Exploring the interfaces of lived experiences, and human lives.

Hardaker’s paintings and drawings are full of life and contemplation. Often evoked through animal shapes and in “Watching not helping”, animals found on the side of country lanes, Hardaker’s work is both serious and playful.

The drawings are visceral and free, with a mesmerising quality of line and smudge. Hardaker’s paintings are rich in colour and viscosity, amplifying intense emotions and shouty passions about the subjects within.

Hardaker chases opportunities for collaboration. Hardaker’s work ethic and processes are central to her output. Daring, funny, warm, emotional, imaginative, process is the vehicle to her communication and language is key.

Compared to artists such as Dubuffet, Harring, Rego and Kiff, Hardaker will often include inspiration from artists work into her own narratives; Mondrian for his methods of abstraction and Bonnard in order to unsettle his settled interiors. Exploring paradox and ambiguity, Hardaker aims through her art to invite the audience to contemplate and make philosophical reflections of life, living, dying and death.

Hardaker’s paintings and drawings are full of life and contemplation. Hardaker’s work is both serious and playful.

The drawings are visceral and free, with a mesmerising quality of line and smudge.

Alongside her art Hardaker is passionate about her other professional practice - inclusive education.

For Hardaker, there are clear crossovers between her academic and artistic practices.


ABOUT THIS EXERCISE — Below is a set of records, and all of them should be retyped exactly, minus the pictures.

[Records contained in a dataset]
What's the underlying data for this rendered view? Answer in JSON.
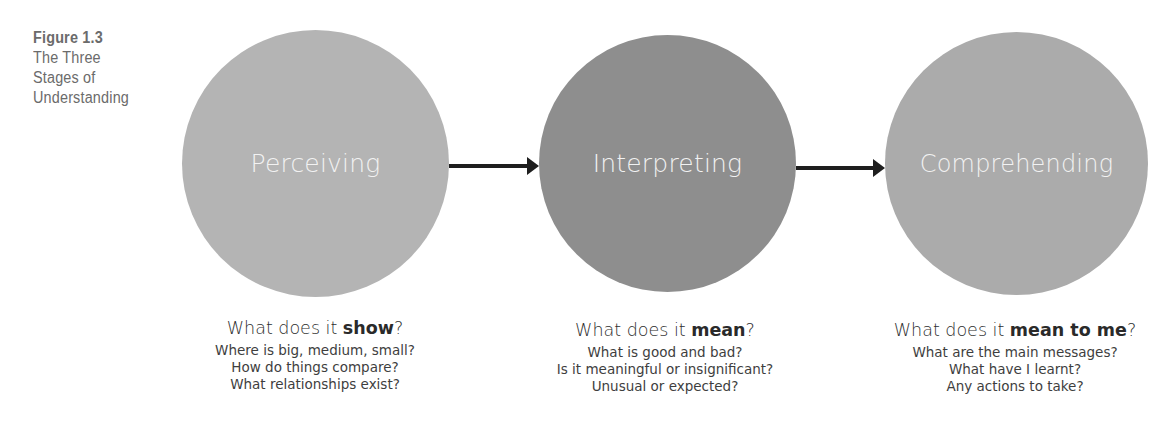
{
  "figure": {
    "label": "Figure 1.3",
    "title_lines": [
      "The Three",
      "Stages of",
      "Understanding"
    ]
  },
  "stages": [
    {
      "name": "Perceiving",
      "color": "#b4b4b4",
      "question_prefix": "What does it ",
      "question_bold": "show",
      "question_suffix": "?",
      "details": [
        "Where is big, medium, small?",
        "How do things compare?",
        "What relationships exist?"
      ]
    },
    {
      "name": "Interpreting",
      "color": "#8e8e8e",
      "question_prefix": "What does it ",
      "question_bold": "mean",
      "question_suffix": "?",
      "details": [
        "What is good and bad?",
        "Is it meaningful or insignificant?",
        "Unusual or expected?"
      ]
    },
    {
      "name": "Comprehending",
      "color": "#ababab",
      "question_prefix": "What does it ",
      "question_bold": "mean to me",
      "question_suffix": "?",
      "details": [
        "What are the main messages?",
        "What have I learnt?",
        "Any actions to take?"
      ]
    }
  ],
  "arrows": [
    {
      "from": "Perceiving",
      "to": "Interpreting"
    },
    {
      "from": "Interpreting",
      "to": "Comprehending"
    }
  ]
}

YOUR SOLUTION —
What's the underlying data for this rendered view? Answer in JSON.
{
  "figure": {
    "label": "Figure 1.3",
    "title_lines": [
      "The Three",
      "Stages of",
      "Understanding"
    ]
  },
  "stages": [
    {
      "name": "Perceiving",
      "color": "#b4b4b4",
      "question_prefix": "What does it ",
      "question_bold": "show",
      "question_suffix": "?",
      "details": [
        "Where is big, medium, small?",
        "How do things compare?",
        "What relationships exist?"
      ]
    },
    {
      "name": "Interpreting",
      "color": "#8e8e8e",
      "question_prefix": "What does it ",
      "question_bold": "mean",
      "question_suffix": "?",
      "details": [
        "What is good and bad?",
        "Is it meaningful or insignificant?",
        "Unusual or expected?"
      ]
    },
    {
      "name": "Comprehending",
      "color": "#ababab",
      "question_prefix": "What does it ",
      "question_bold": "mean to me",
      "question_suffix": "?",
      "details": [
        "What are the main messages?",
        "What have I learnt?",
        "Any actions to take?"
      ]
    }
  ],
  "arrows": [
    {
      "from": "Perceiving",
      "to": "Interpreting"
    },
    {
      "from": "Interpreting",
      "to": "Comprehending"
    }
  ]
}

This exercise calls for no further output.